The Art Collectors
Postpainting
Circa 2025
In Art Collectors, the opulence of the frame suffocates the scream of the content. Here, in this exquisite sarcophagus of velvet couches and crystal flutes, the dead toast to the decay of meaning. A magnificent gold frame entombs a vision of desolation — a graffiti-scarred wall, a wasteland littered with the residue of human failure, watched silently by skeletons in tailored suits. These are not mere remnants of life, but the final arbiters of taste in a world that has long since forgotten how to feel.
The painting within the painting mocks the sanctity of the gallery. What is displayed is not art as celebration, but art as autopsy. And the collectors, eternal and skeletal, are not innocent spectators. They are complicit gods, inheritors of a culture they annihilated through acquisition. Their refined setting — chandeliers, gold leaf, wine — is not a contrast but a camouflage, a final aesthetic ritual performed over the corpse of civilization. They are Nietzsche’s last men, not blinking but grinning, sipping their ruin in crystal glasses.
We are reminded that art history is not written in pigment, but in power. The gallery is the new necropolis. The work asks: who gets to frame catastrophe? Who profits from rubble? When the apocalypse becomes collectible, the collector becomes the final tyrant of meaning.
This is not post-apocalyptic. It is post-truth, post-human — postpainting. And in this luxurious tomb, all that remains is to laugh, drink, and hang the horror on the wall.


## Activity
In the records that follow, show each line where the word "DAKOTA" is present.

[Supplied records Boundary: Start]

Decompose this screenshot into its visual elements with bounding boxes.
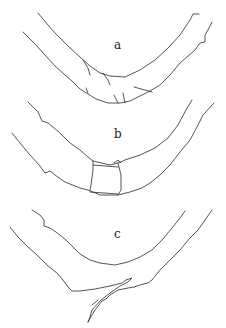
panel-c-drawing: [10, 210, 212, 322]
panel-label-b: b: [114, 127, 122, 141]
panel-b-drawing: [12, 100, 214, 195]
panel-label-a: a: [114, 38, 121, 52]
line-drawing: [0, 0, 226, 328]
panel-a-drawing: [23, 13, 212, 103]
panel-label-c: c: [114, 227, 121, 241]
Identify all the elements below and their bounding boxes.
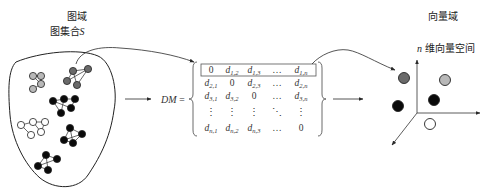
graph-node [71,95,78,102]
matrix-cell: d3,1 [205,91,218,102]
graph-node [27,131,34,138]
vector-space-label: n 维向量空间 [417,42,475,54]
matrix-cell: d1,n [295,65,308,76]
graph-node [69,139,76,146]
matrix-cell: d2,1 [205,78,218,89]
matrix-cell: 0 [299,123,304,133]
graph-node [73,81,80,88]
graph-node [42,151,49,158]
graph-node [57,109,64,116]
matrix-cell: … [272,123,282,133]
graph-node [37,80,44,87]
graph-node [49,97,56,104]
graph-node [78,130,85,137]
matrix-cell: ⋱ [272,107,282,117]
matrix-cell: ⋮ [249,107,259,117]
graph-node [66,124,73,131]
diagram-canvas: 图域 图集合S DM= 0d1,2d1,3…d1,nd2,10d2,3…d2,n… [0,0,489,196]
graph-node [37,72,44,79]
matrix-cell: … [272,78,282,88]
matrix-cell: … [272,65,282,75]
graph-node [69,67,76,74]
graph-node [63,77,70,84]
matrix-cell: d2,3 [248,78,262,89]
matrix-cell: ⋮ [227,107,237,117]
graph-node [67,104,74,111]
matrix-cell: d1,2 [226,65,240,76]
graph-domain-title: 图域 [67,10,87,22]
graph-node [60,136,67,143]
graph-domain-region [9,52,115,187]
matrix-cell: … [272,91,282,101]
dm-label: DM= [160,94,185,105]
graph-2 [63,65,91,88]
graph-node [60,95,67,102]
graph-5 [60,124,85,146]
matrix-cell: ⋮ [296,107,306,117]
graph-node [53,155,60,162]
vector-domain-title: 向量域 [428,10,458,22]
vector-point [425,119,436,130]
matrix-right-brace [318,62,326,136]
matrix-cell: ⋮ [206,107,216,117]
vector-point [399,73,410,84]
matrix-cell: dn,1 [205,123,218,134]
vector-point [440,75,451,86]
vector-point [393,101,404,112]
graph-node [84,65,91,72]
graph-node [17,121,24,128]
graph-6 [34,151,60,173]
matrix-cell: 0 [252,91,257,101]
vector-points [393,73,451,130]
graph-1 [29,72,44,92]
graph-node [44,166,51,173]
matrix-cell: d3,n [295,91,308,102]
distance-matrix: 0d1,2d1,3…d1,nd2,10d2,3…d2,nd3,1d3,20…d3… [205,65,308,134]
graph-3 [49,95,78,116]
matrix-cell: d1,3 [248,65,262,76]
graph-node [37,128,44,135]
matrix-left-brace [189,62,197,136]
matrix-cell: 0 [209,65,214,75]
graph-node [29,72,36,79]
row-to-point-arrow [312,50,395,70]
z-axis [392,113,417,145]
graph-set [17,65,91,173]
vector-point [429,95,440,106]
matrix-cell: dn,3 [248,123,262,134]
graph-set-label: 图集合S [50,25,85,37]
graph-node [29,85,36,92]
graph-node [41,118,48,125]
matrix-cell: d2,n [295,78,308,89]
matrix-cell: dn,2 [226,123,240,134]
matrix-cell: d3,2 [226,91,240,102]
graph-node [34,162,41,169]
matrix-cell: 0 [230,78,235,88]
graph-4 [17,118,48,138]
row-arrow [76,48,194,64]
graph-node [29,118,36,125]
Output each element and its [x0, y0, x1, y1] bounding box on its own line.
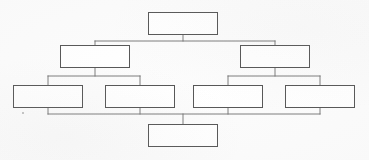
node-level2-right[interactable]: [240, 45, 310, 68]
node-level3-b[interactable]: [105, 85, 175, 108]
node-level2-left[interactable]: [60, 45, 130, 68]
scan-speck-icon: [22, 112, 24, 114]
diagram-canvas: [0, 0, 369, 160]
node-root[interactable]: [148, 12, 218, 35]
node-level3-c[interactable]: [193, 85, 263, 108]
node-level3-a[interactable]: [13, 85, 83, 108]
node-level3-d[interactable]: [285, 85, 355, 108]
node-bottom[interactable]: [148, 124, 218, 147]
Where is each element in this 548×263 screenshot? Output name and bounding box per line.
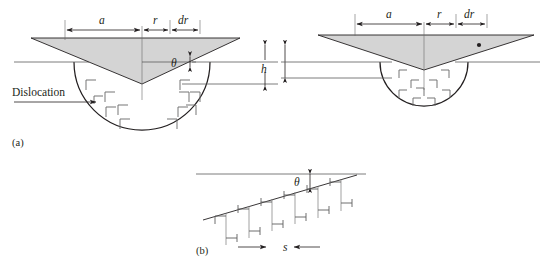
dimension-a-right: a (355, 8, 422, 36)
dislocation-symbol (284, 191, 295, 199)
panel-b-label: (b) (196, 245, 209, 257)
r-label-right: r (437, 8, 442, 20)
wedge-indenter-right (318, 35, 534, 70)
a-label-right: a (386, 8, 392, 20)
a-label-left: a (99, 14, 105, 26)
dislocation-symbol (261, 198, 272, 206)
dislocation-symbol (249, 227, 260, 235)
panel-b-diagram: θ (196, 174, 366, 253)
s-label: s (283, 241, 288, 253)
figure-root: θ a r dr (0, 0, 548, 263)
panel-a-label: (a) (12, 137, 24, 149)
dislocation-symbols-left (86, 80, 200, 129)
dislocation-symbol (341, 199, 352, 207)
dislocation-symbol (411, 80, 419, 88)
dislocation-symbol (330, 178, 341, 186)
theta-label-left: θ (171, 57, 177, 69)
dislocation-symbol (429, 80, 437, 88)
dimension-h: h (261, 45, 285, 86)
dislocation-symbols-right (399, 70, 450, 106)
dr-label-left: dr (178, 14, 189, 26)
dislocation-symbol (399, 90, 407, 98)
dislocation-symbol (295, 213, 306, 221)
point-marker-dot (477, 43, 481, 47)
dislocation-symbols-b (215, 178, 352, 242)
dimension-r-right: r (426, 8, 456, 28)
dislocation-symbol (272, 220, 283, 228)
dr-label-right: dr (464, 8, 475, 20)
dislocation-symbol (94, 96, 103, 104)
dislocation-symbol (226, 234, 237, 242)
dimension-r-left: r (144, 14, 170, 34)
dislocation-symbol (106, 107, 116, 117)
dimension-dr-right: dr (458, 8, 487, 28)
dislocation-symbol (399, 70, 407, 78)
dislocation-symbol (318, 206, 329, 214)
slip-planes-b (226, 179, 341, 245)
dislocation-symbol (178, 107, 188, 117)
dislocation-symbol (105, 92, 115, 102)
dimension-dr-left: dr (172, 14, 200, 34)
dislocation-symbol (179, 92, 189, 102)
dislocation-symbol (238, 205, 249, 213)
r-label-left: r (153, 14, 158, 26)
dislocation-symbol (416, 88, 424, 96)
dislocation-symbol (307, 185, 318, 193)
dislocation-symbol (118, 105, 128, 115)
dislocation-symbol (86, 80, 96, 90)
dislocation-symbol (441, 70, 449, 78)
dislocation-symbol (442, 90, 450, 98)
scientific-figure: θ a r dr (0, 0, 548, 263)
dimension-a-left: a (65, 14, 140, 40)
dislocation-label: Dislocation (12, 86, 65, 98)
theta-label-b: θ (294, 176, 300, 188)
panel-a-left-diagram: θ a r dr (12, 14, 278, 130)
dislocation-symbol (180, 80, 190, 90)
dislocation-symbol (167, 119, 177, 129)
panel-a-right-diagram: a r dr (281, 8, 540, 106)
dimension-s: s (238, 241, 320, 253)
h-label: h (261, 63, 267, 75)
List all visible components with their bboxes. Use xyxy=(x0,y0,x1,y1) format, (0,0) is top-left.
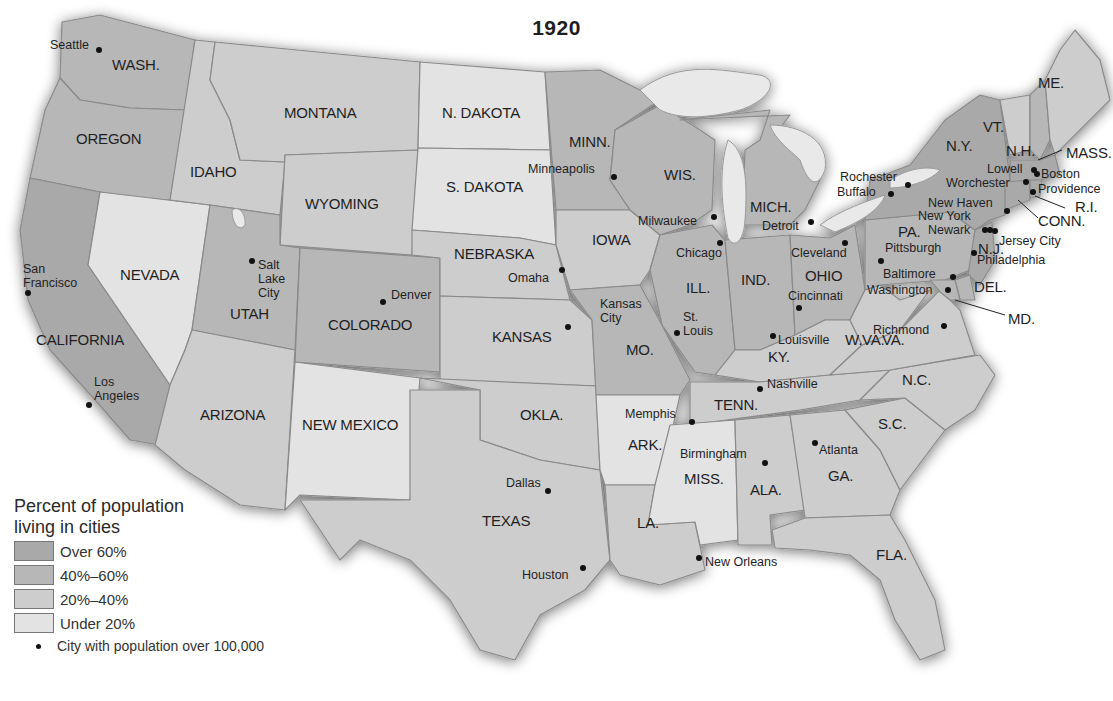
city-label-new-orleans: New Orleans xyxy=(705,555,777,569)
state-label-wash: WASH. xyxy=(112,56,160,73)
city-dot-denver xyxy=(380,299,386,305)
city-dot-milwaukee xyxy=(711,214,717,220)
state-label-ark: ARK. xyxy=(628,436,662,453)
city-dot-seattle xyxy=(96,47,102,53)
state-label-mich: MICH. xyxy=(750,198,792,215)
state-label-sc: S.C. xyxy=(878,415,906,432)
city-dot-providence xyxy=(1030,189,1036,195)
state-maine xyxy=(1045,30,1110,155)
state-label-la: LA. xyxy=(637,514,659,531)
city-dot-new-orleans xyxy=(696,555,702,561)
city-dot-jersey-city xyxy=(992,228,998,234)
state-montana xyxy=(210,42,420,162)
city-label-cleveland: Cleveland xyxy=(791,246,847,260)
state-label-fla: FLA. xyxy=(876,546,907,563)
city-dot-salt-lake-city xyxy=(249,258,255,264)
state-label-s-dakota: S. DAKOTA xyxy=(446,178,523,195)
state-label-ga: GA. xyxy=(828,467,853,484)
city-label-birmingham: Birmingham xyxy=(680,447,747,461)
state-label-wyoming: WYOMING xyxy=(305,195,379,212)
city-dot-dallas xyxy=(545,488,551,494)
state-label-oregon: OREGON xyxy=(76,130,141,147)
city-dot-pittsburgh xyxy=(878,258,884,264)
city-dot-rochester xyxy=(905,182,911,188)
city-label-kansas-city-2: City xyxy=(600,311,622,325)
city-dot-lowell xyxy=(1031,167,1037,173)
legend-city-label: City with population over 100,000 xyxy=(57,638,264,654)
city-label-houston: Houston xyxy=(522,568,569,582)
state-label-mo: MO. xyxy=(626,341,654,358)
city-label-los-angeles-2: Angeles xyxy=(94,389,139,403)
city-dot-cincinnati xyxy=(796,305,802,311)
state-label-pa: PA. xyxy=(898,223,920,240)
city-label-boston: Boston xyxy=(1041,167,1080,181)
legend-item-under-20: Under 20% xyxy=(14,612,264,634)
legend-swatch-40-60 xyxy=(14,565,54,585)
city-label-chicago: Chicago xyxy=(676,246,722,260)
legend-swatch-20-40 xyxy=(14,589,54,609)
city-dot-nashville xyxy=(757,386,763,392)
state-label-ky: KY. xyxy=(768,348,790,365)
legend-swatch-over-60 xyxy=(14,541,54,561)
city-label-rochester: Rochester xyxy=(840,170,897,184)
legend-item-20-40: 20%–40% xyxy=(14,588,264,610)
city-label-dallas: Dallas xyxy=(506,476,541,490)
city-label-omaha: Omaha xyxy=(508,271,549,285)
state-label-texas: TEXAS xyxy=(482,512,530,529)
state-label-ohio: OHIO xyxy=(805,267,843,284)
city-dot-louisville xyxy=(770,333,776,339)
city-label-los-angeles-1: Los xyxy=(94,375,114,389)
city-label-philadelphia: Philadelphia xyxy=(977,253,1045,267)
city-label-lowell: Lowell xyxy=(987,162,1022,176)
map-title: 1920 xyxy=(0,16,1113,40)
city-dot-kansas-city xyxy=(565,324,571,330)
legend-label-20-40: 20%–40% xyxy=(60,591,128,608)
state-label-conn: CONN. xyxy=(1038,212,1085,229)
city-dot-atlanta xyxy=(812,440,818,446)
city-label-seattle: Seattle xyxy=(50,38,89,52)
state-label-arizona: ARIZONA xyxy=(200,406,265,423)
state-label-idaho: IDAHO xyxy=(190,163,237,180)
city-dot-omaha xyxy=(559,267,565,273)
state-label-colorado: COLORADO xyxy=(328,316,412,333)
state-label-nevada: NEVADA xyxy=(120,266,179,283)
city-label-new-york: New York xyxy=(918,209,971,223)
city-label-denver: Denver xyxy=(391,288,431,302)
city-dot-washington xyxy=(945,287,951,293)
city-label-milwaukee: Milwaukee xyxy=(638,214,697,228)
city-label-pittsburgh: Pittsburgh xyxy=(885,241,941,255)
city-label-richmond: Richmond xyxy=(873,323,929,337)
state-label-tenn: TENN. xyxy=(714,396,758,413)
state-label-okla: OKLA. xyxy=(520,406,563,423)
city-dot-los-angeles xyxy=(86,402,92,408)
legend-swatch-under-20 xyxy=(14,613,54,633)
state-label-vt: VT. xyxy=(983,118,1004,135)
city-label-baltimore: Baltimore xyxy=(883,267,936,281)
city-label-salt-lake-2: Lake xyxy=(258,272,285,286)
state-new-mexico xyxy=(285,362,420,510)
city-label-louisville: Louisville xyxy=(778,333,829,347)
city-label-st-louis-2: Louis xyxy=(683,324,713,338)
city-dot-buffalo xyxy=(888,191,894,197)
state-label-miss: MISS. xyxy=(684,470,724,487)
city-label-buffalo: Buffalo xyxy=(837,185,876,199)
city-label-salt-lake-1: Salt xyxy=(258,258,280,272)
state-label-nc: N.C. xyxy=(902,371,931,388)
city-dot-detroit xyxy=(808,219,814,225)
state-label-md: MD. xyxy=(1008,310,1035,327)
city-dot-icon xyxy=(36,644,41,649)
state-label-california: CALIFORNIA xyxy=(36,331,124,348)
city-dot-memphis xyxy=(689,419,695,425)
state-label-kansas: KANSAS xyxy=(492,328,552,345)
city-dot-birmingham xyxy=(762,460,768,466)
lake-michigan xyxy=(722,140,746,243)
city-label-worchester: Worchester xyxy=(946,176,1010,190)
city-dot-richmond xyxy=(941,323,947,329)
city-label-cincinnati: Cincinnati xyxy=(788,289,843,303)
state-label-ny: N.Y. xyxy=(946,137,972,154)
city-label-st-louis-1: St. xyxy=(683,310,698,324)
state-label-ala: ALA. xyxy=(750,481,782,498)
state-label-mass: MASS. xyxy=(1066,144,1112,161)
city-label-memphis: Memphis xyxy=(625,407,676,421)
state-label-n-dakota: N. DAKOTA xyxy=(442,104,520,121)
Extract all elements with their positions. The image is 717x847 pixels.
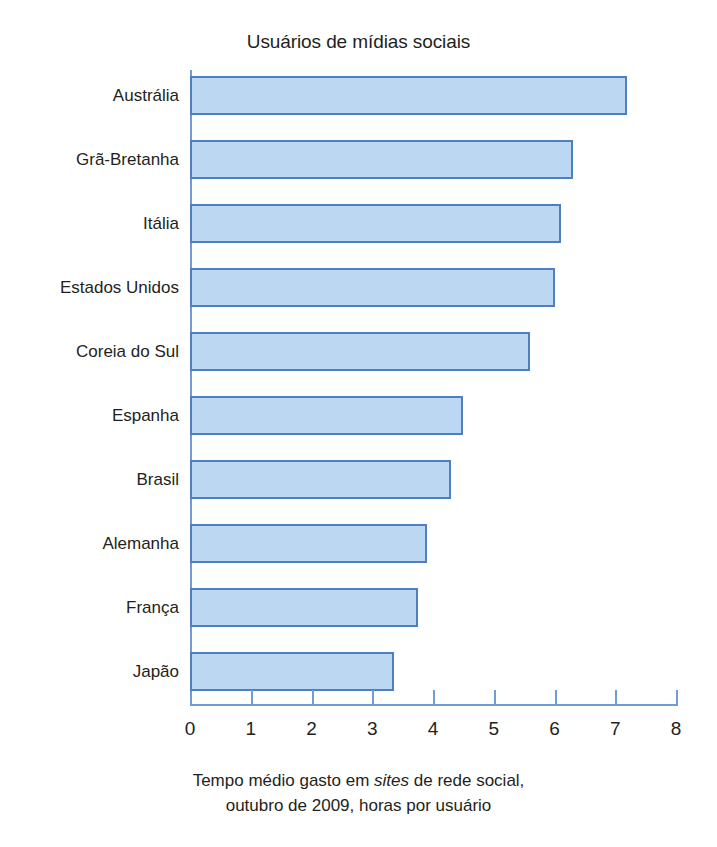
x-tick-label: 7	[595, 718, 635, 740]
x-axis-title-italic: sites	[374, 771, 409, 790]
bar	[190, 140, 573, 179]
x-tick-mark	[555, 690, 557, 706]
bar-row: Estados Unidos	[190, 268, 676, 307]
category-label: Brasil	[4, 460, 179, 499]
x-tick-label: 4	[413, 718, 453, 740]
category-label: Alemanha	[4, 524, 179, 563]
x-tick-mark	[676, 690, 678, 706]
category-label: França	[4, 588, 179, 627]
x-axis-title-part-1: Tempo médio gasto em	[193, 771, 374, 790]
x-tick-mark	[372, 690, 374, 706]
category-label: Espanha	[4, 396, 179, 435]
x-tick-mark	[433, 690, 435, 706]
bar-row: Itália	[190, 204, 676, 243]
x-axis-title-line-2: outubro de 2009, horas por usuário	[0, 793, 717, 818]
bar	[190, 268, 555, 307]
chart-title: Usuários de mídias sociais	[0, 30, 717, 54]
x-tick-mark	[251, 690, 253, 706]
category-label: Estados Unidos	[4, 268, 179, 307]
bar	[190, 588, 418, 627]
bar	[190, 76, 627, 115]
bar	[190, 460, 451, 499]
x-tick-label: 1	[231, 718, 271, 740]
x-tick-mark	[312, 690, 314, 706]
bar	[190, 652, 394, 691]
x-axis-title-line-1: Tempo médio gasto em sites de rede socia…	[0, 768, 717, 793]
x-tick-label: 3	[352, 718, 392, 740]
x-tick-label: 2	[292, 718, 332, 740]
bar	[190, 524, 427, 563]
plot-area: AustráliaGrã-BretanhaItáliaEstados Unido…	[190, 70, 676, 706]
bar-row: França	[190, 588, 676, 627]
bar-chart: Usuários de mídias sociais AustráliaGrã-…	[0, 0, 717, 847]
bar-row: Coreia do Sul	[190, 332, 676, 371]
x-tick-mark	[615, 690, 617, 706]
x-tick-label: 8	[656, 718, 696, 740]
category-label: Grã-Bretanha	[4, 140, 179, 179]
bar	[190, 332, 530, 371]
bar-row: Grã-Bretanha	[190, 140, 676, 179]
bar-row: Japão	[190, 652, 676, 691]
bar-row: Austrália	[190, 76, 676, 115]
category-label: Coreia do Sul	[4, 332, 179, 371]
bar-row: Espanha	[190, 396, 676, 435]
bar	[190, 396, 463, 435]
bar	[190, 204, 561, 243]
x-axis-title-part-2: de rede social,	[409, 771, 524, 790]
category-label: Itália	[4, 204, 179, 243]
x-tick-label: 6	[535, 718, 575, 740]
x-tick-label: 5	[474, 718, 514, 740]
x-tick-label: 0	[170, 718, 210, 740]
category-label: Austrália	[4, 76, 179, 115]
bar-row: Alemanha	[190, 524, 676, 563]
bar-row: Brasil	[190, 460, 676, 499]
x-tick-mark	[494, 690, 496, 706]
category-label: Japão	[4, 652, 179, 691]
x-axis-title: Tempo médio gasto em sites de rede socia…	[0, 768, 717, 818]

[Supplied records Boundary: End]

## Reply to the task
state-label-s-dakota: S. DAKOTA xyxy=(446,178,523,195)
state-label-n-dakota: N. DAKOTA xyxy=(442,104,520,121)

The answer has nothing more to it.